President Obama undoubtedly saw a shrewd political move in his speech in Osawatomie, Kansas, Tuesday, where a hundred years ago another progressive president, Theodore Roosevelt, delivered his “New Nationalism” address. It was at a time, like now, of a split in Republican Party ideology or at least in party positions.
In that 1910 speech, Roosevelt declared, “[T]he great special business interests too often control and corrupt the men and methods of government for their own profit.
“The absence of effective state, and, especially, national restraint upon unfair money-getting has tended to create a small class of enormously wealthy and economically powerful men, whose chief object is to increase their power. The prime need is to change the conditions which enable these men to accumulate power which it is not for the general welfare that they should hold or exercise.”
Important and disturbing are the political agendas and attitudes toward capitalism that the current president shares with the progressive president of a century ago.
How neatly those words of Roosevelt fit the rat-tat-tat of Obama against the evil millionaires and billionaires he so eagerly wishes would only pay “their fair share” of income taxes.
Obama and Roosevelt share a number of similarities. As with Teddy, one of Barack’s favorite words is “I,” (as revealed in “The Rise of Theodore Roosevelt by Edmund Morris, page 20). Both men went to Harvard. But while there, Roosevelt was an outstanding scholar. No one knows the well-hidden grades Obama made.
Even as a young state assemblyman in the 1880s, Roosevelt’s progressivism embraced an activist government to alleviate social ills, historians have written. Roosevelt’s antipathy toward corporations resembles that of Obama. But Teddy envied the corporate captains who had worked their way up from the bottom. Teddy’s disappointment never to have had the opportunity to succeed in business is a far distance from Obama’s puny aspirations as a community organizer.
By the time he became president, Teddy had prepared himself for the office in every aspect, save one (the same failing of Obama): Namely, “understanding capitalism and the industrial nature of modern America,” as historians Larry Schweikart and Michael Allen write in “A Patriot’s History of the United States.” Also like Obama, Teddy did “more to impede business than any President since Old Hickory” (Andrew Jackson).
Like Obama, Roosevelt sided substantially with labor, and at one point said, “To hell with the Constitution” (Tindall and Shi, “A Narative of America”). Obama regularly skirts the Constitution.
In his speech in Kansas, Obama described Roosevelt not only as a progressive but as a “socialist” and a “communist.” Roosevelt was not a socialist or a communist, although he was called a communist by Eastern political opponents, histories say.
“This is the defining issue of our time,” Obama said in his Kansas speech. “This is a make-or-break moment for the middle class, and all those who are fighting to get into the middle class. At stake is whether this will be a country where working people can earn enough to raise a family, build a modest savings, own a home and secure their retirement.”
Roosevelt fancied himself, as does Obama, as a friend of the oppressed. But, unlike Obama, he saw small business owners as his “natural allies,” writes George Mowry in his history “Era of Theodore Roosevelt.”
William Howard Taft said he never met a man “more strongly in favor of strong government.” (Mowry, “Era of Theodore Roosevelt.”) A quality Obama must admire.
The notion that “businesses were different from individual behavior, or need to be penalized for success beyond what was reasonable was a progressive principle that soon emerged in many regulations,” Schweikart and Allen write in their history. For the first time during Roosevelt’s Administration, the federal government acted against industry only as “a potential threat, not genuine behavior.” A precedent the Environmental Protection Agency these days considers standard practice.
Teddy sided with labor, as does Barack. Teddy is quoted as saying, “We do not wish to destroy corporations” he generously noted, “but we do wish to make them subserve the public good” (wrote Paul Boyer in “The Enduring Vision”). “Implied in Roosevelt’s astonishing comment was that corporations do not serve the public good on their own.” A point of view Obama undoubtedly shares.
Historians have also written that Teddy “never appreciated what it took to meet a payroll or balance a firm’s books,” a lack of experience Teddy and Barack share.
Roosevelt, the conservationist, set aside 16 million acres of public lands. As recently as this October, Obama set aside 285,000 acres in the west for “solar zones.” More land for more Solyndras.
One important area where Teddy and Barack differ is in national defense. Roosevelt doubled the size of the Navy during his time in office. In Obamaland, on the other hand, military officials are girding for a possible $800 billion cut over the next 12 years. Obama is not a distinguished Commander-in-Chief.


_PROBLEM TO WORK ON_
Your output should repeat the entries below exactly. It should contain no images.

***** ENTRIES SUPPLIED

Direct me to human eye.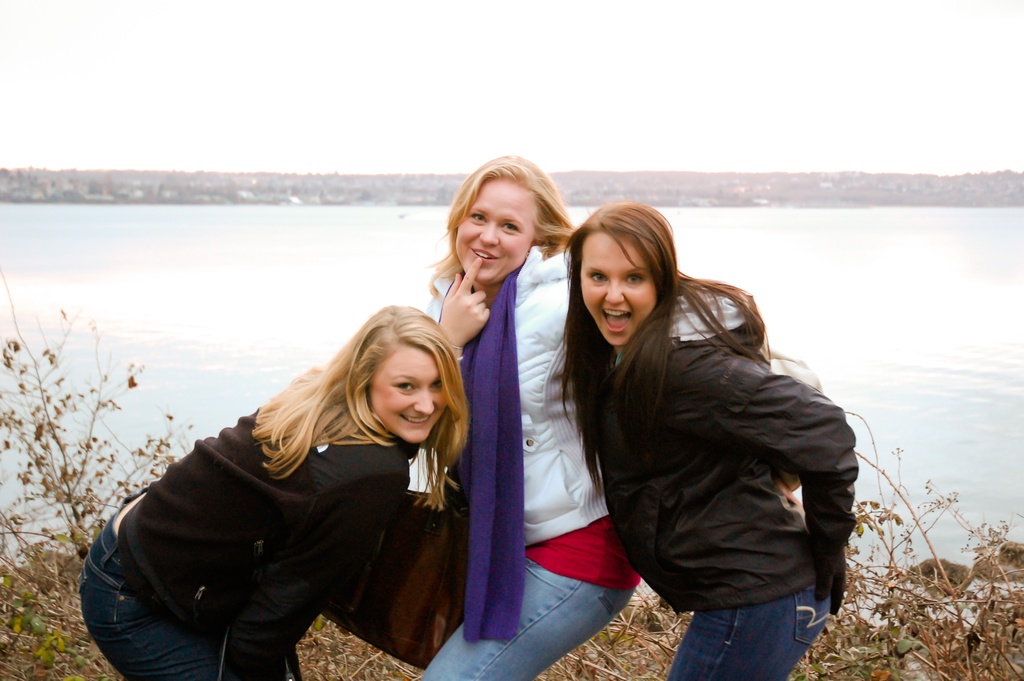
Direction: (504, 219, 519, 233).
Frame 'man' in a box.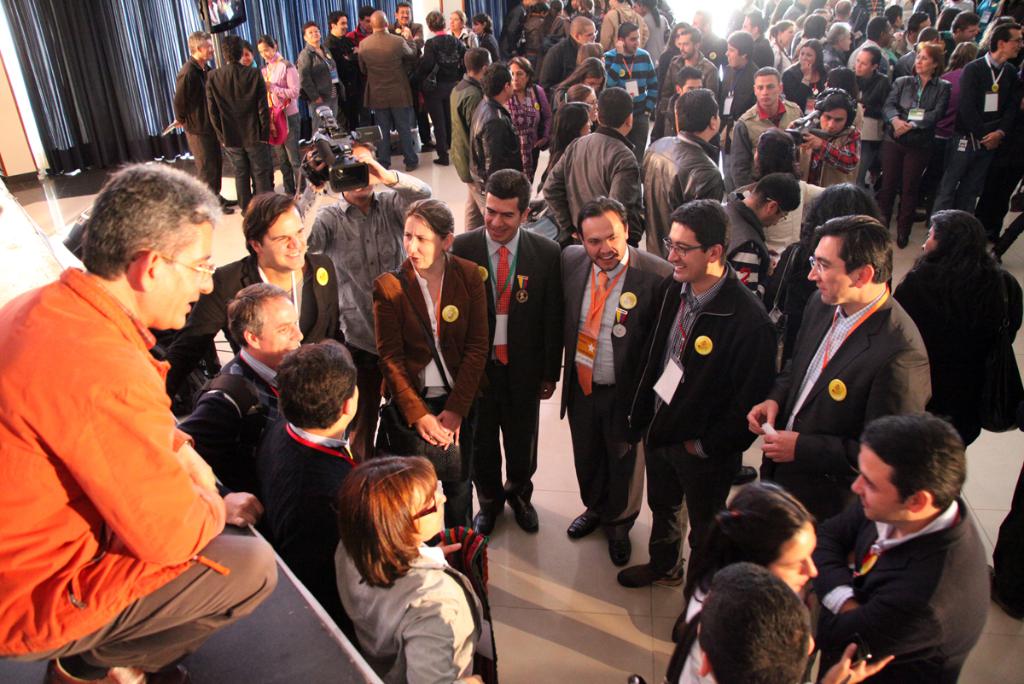
{"left": 11, "top": 160, "right": 256, "bottom": 650}.
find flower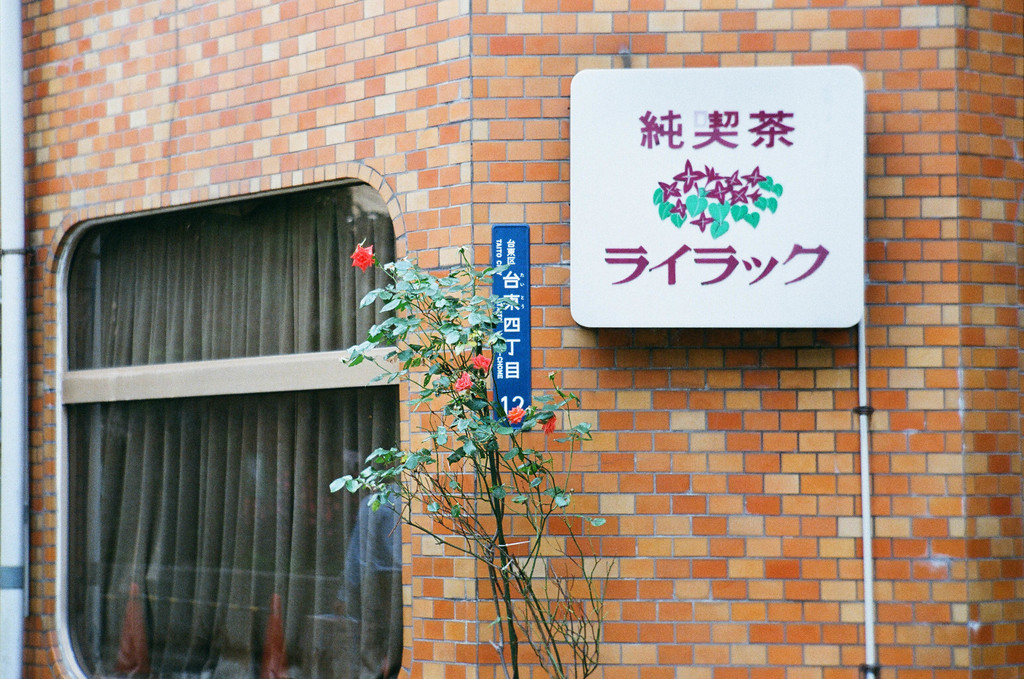
{"left": 350, "top": 242, "right": 379, "bottom": 269}
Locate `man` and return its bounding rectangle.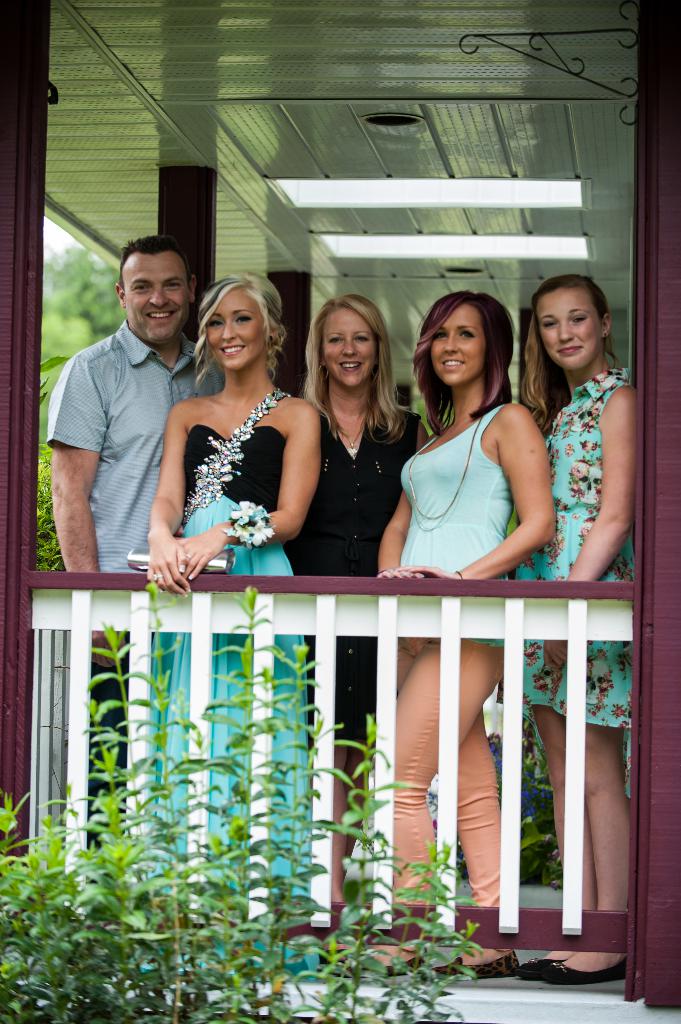
box(44, 220, 196, 612).
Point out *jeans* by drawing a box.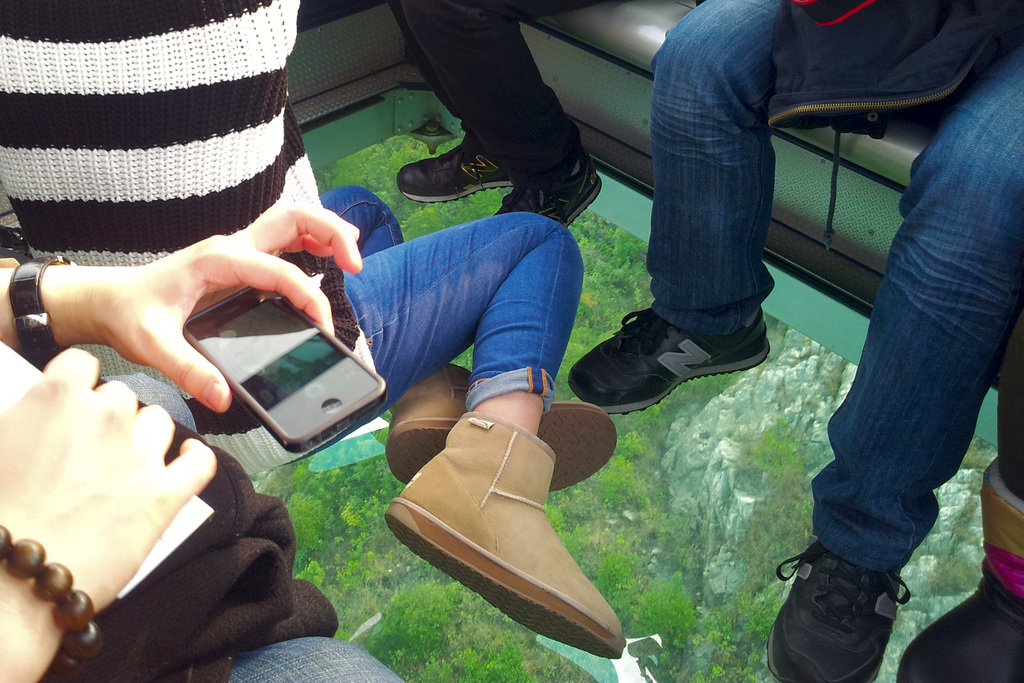
box(316, 185, 589, 406).
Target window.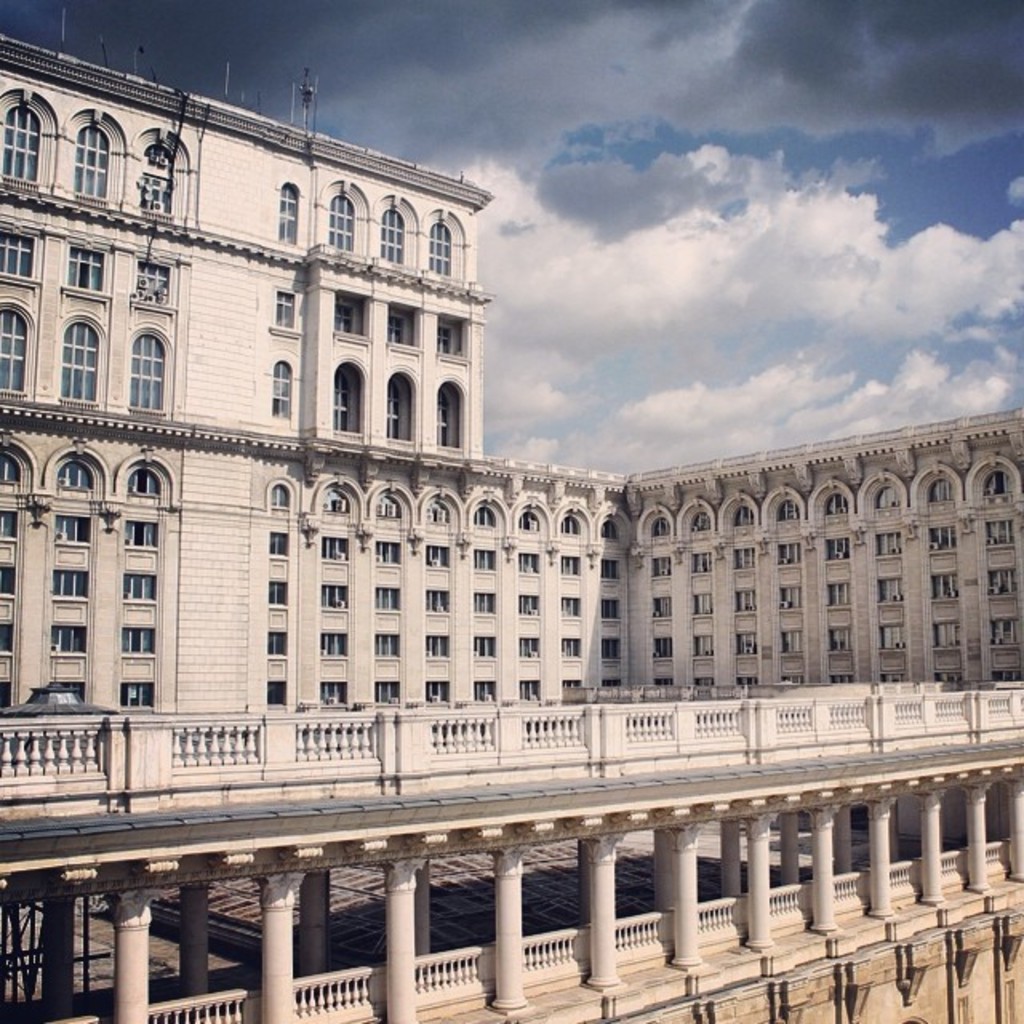
Target region: BBox(931, 478, 949, 499).
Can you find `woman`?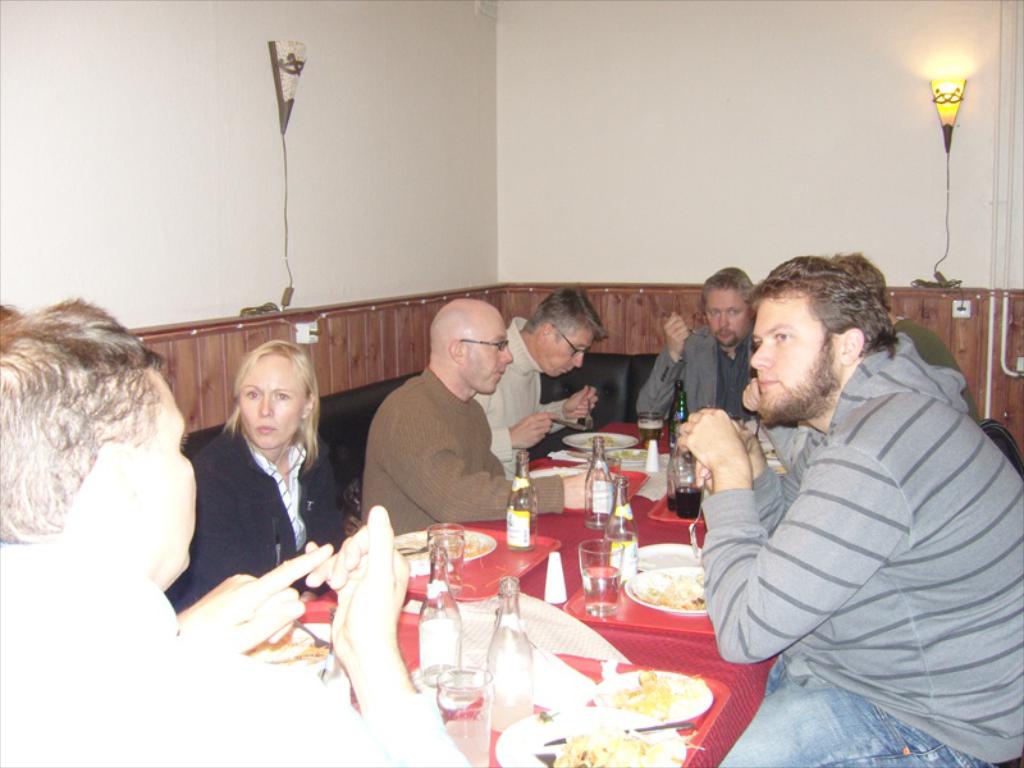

**********

_EXPECTED ANSWER_
Direct me to human eye.
Direction: (504, 219, 519, 233).
Frame 'man' in a box.
{"left": 11, "top": 160, "right": 256, "bottom": 650}.
find flower
{"left": 350, "top": 242, "right": 379, "bottom": 269}
Locate `man` and return its bounding rectangle.
box(44, 220, 196, 612).
Point out *jeans* by drawing a box.
box(316, 185, 589, 406).
Target window.
Target region: BBox(931, 478, 949, 499).
Can you find `woman`?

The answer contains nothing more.